GoBruin wrote:
sniperssk wrote:
Not sure what you mean by 'strong recruiting' because the number of total hires does not say much about your individual probability of being hired. As long as a company comes to campus, it's up to you to make your case. In IB it'd be better to be at some of the finance schools b/c they get the full range of banks on campus, not because banks hire more people there, which is driven by more ibanking wannabes self-selecting into those schools. Nevertheless, outside the core finance schools you still have a shot as most BBs will go to all top 10-15. Darden is a good example in that respect as it gets many BBs + boutiques on campus. As for M/B/B, it's up to you to crack the case, not the school. Anyway, none of these things factor into USN rankings as a numerical indicator.

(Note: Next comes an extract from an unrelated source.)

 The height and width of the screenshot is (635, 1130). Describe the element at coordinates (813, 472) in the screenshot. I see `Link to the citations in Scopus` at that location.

Strangely I found that IB may not be that hard at Ross. Asking around there are about 60+ people going for IB recruiting among the MBA1's yet looking at internship recruiting from last year, there were about 40 people who received internship offers. This is just my preliminary analysis. It can be off.

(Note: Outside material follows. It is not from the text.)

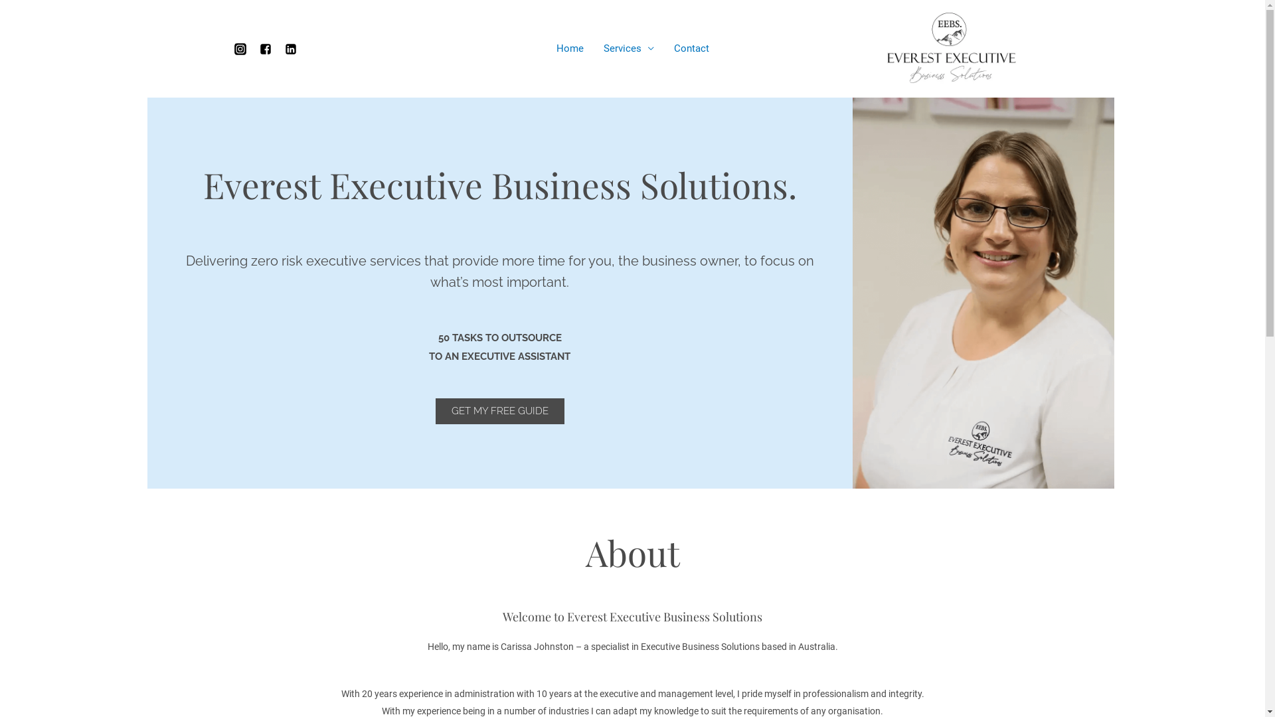 This screenshot has width=1275, height=717. I want to click on Contact, so click(692, 48).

I guess you are right. Looking at the newly released employment report shows class of 2010 with 8.1% into IB of 431 grads that's appx. 35 ppl. Class of 2011 shows 9.3% into IB internships and the class went up to say 500 (think that's what was reported for class of '12 the other night at the info session) so thats 47 ppl. That's not so bad, but it'd be nice to know how many of those people are going to the big firms in NYC vs. lower tier midwest. In the recent report the breakdown is:
Fulltime/Intern
JP Morgan: 1/9
Citi: 8/8
UBS: 7/7
Barclays: 2/6
Credit Suisse: 0/4
Deutsche: 2/1
BOA: 1/1
Goldman: 0/2
The disturbing statistic is still that 77.9% of grads with a job 3 months out. I know it's down at a lot of schools, but that is kind of scary when you shell out $150k.